If you have schizophrenia, yoga is thought to help you in the following ways:
- Yoga may help your body respond better to medications. Many antipsychotic medications raise your risk to develop obesity, diabetes, and high cholesterol. But yoga itself helps lower stress hormones such as cortisol. In turn, this can help your body get better control of your blood glucose, cholesterol, and total lipid levels.
- It can improve sleep, which is often disrupted in people with schizophrenia.
- It’s thought to raise oxytocin levels, a hormone related to improved mood that may also help treat schizophrenia symptoms.
- Yoga may also improve levels of certain brain chemicals such as gamma-aminobutyric acid (GABA), which are thought to be involved in schizophrenia.
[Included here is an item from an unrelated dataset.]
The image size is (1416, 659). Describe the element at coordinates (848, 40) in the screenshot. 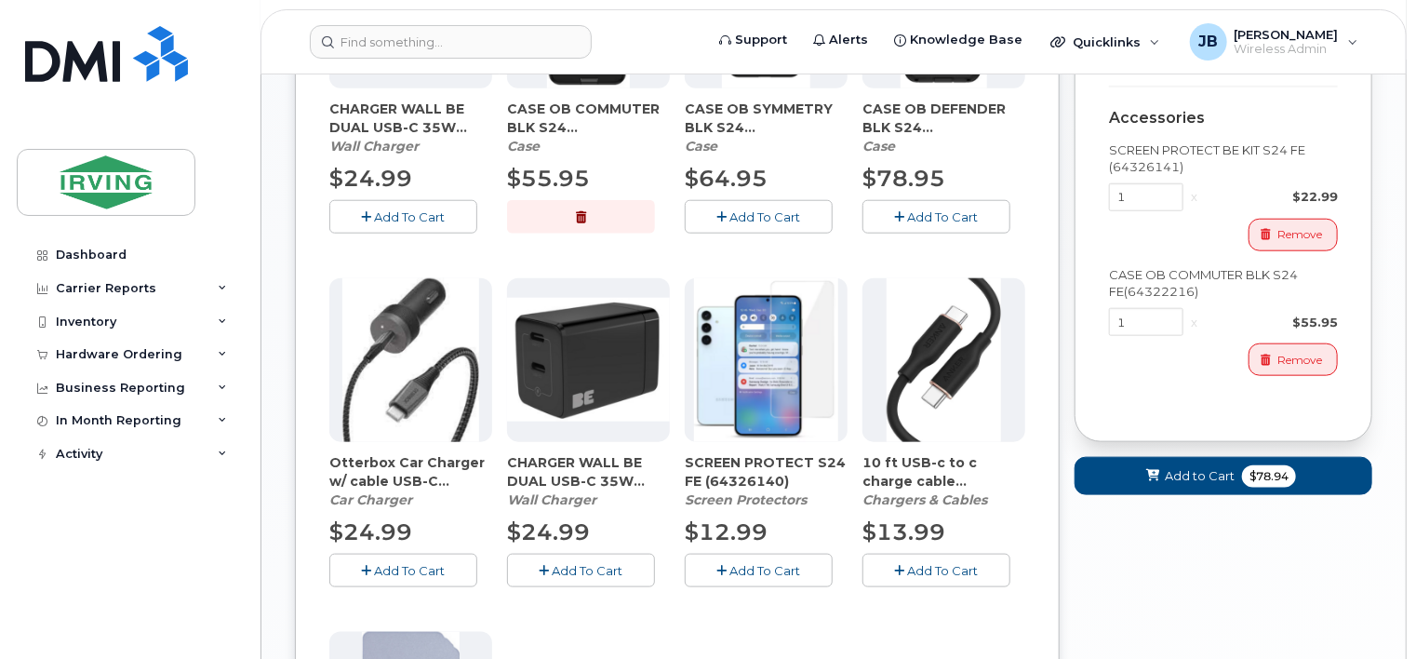

I see `span: Alerts` at that location.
Art Therapy for Schizophrenia
If you have schizophrenia, it may be hard for you to convey thoughts and feelings. Art therapy – where you use creative techniques such as drawing, painting, sculpting, or collaging to express yourself – can help. It also may fight side effects of psychiatric medications like drowsiness or lethargy because it keeps your mind active.
Research suggests it can help improve self-esteem and social functioning among people with schizophrenia. One very small study also found that people who did 12 weekly sessions of group art therapy had statistically significant reductions in negative symptoms compared to a control group. But a larger study of over 400 adults with schizophrenia found that those who did weekly art group therapy for a year didn’t have any reduction in symptoms compared to a control group.
If you do decide you want to try art therapy, ask your therapist for a referral to a certified art therapy program. Local hospitals may also offer programs.
Progressive Muscle Relaxation (PMR) for Schizophrenia
This is a type of relaxation exercise that helps to reduce stress and anxiety in your body by having you slowly tense, then relax, each muscle. The goal is to teach you self-awareness as to when you feel tension and give you tools to help relax.
A 2019 review of five studies of over 200 adults with schizophrenia found that PMR did help relieve anxiety and improve well-being and social functioning. But the studies all looked at different numbers and lengths of sessions, so it’s hard to tell how much is needed to help.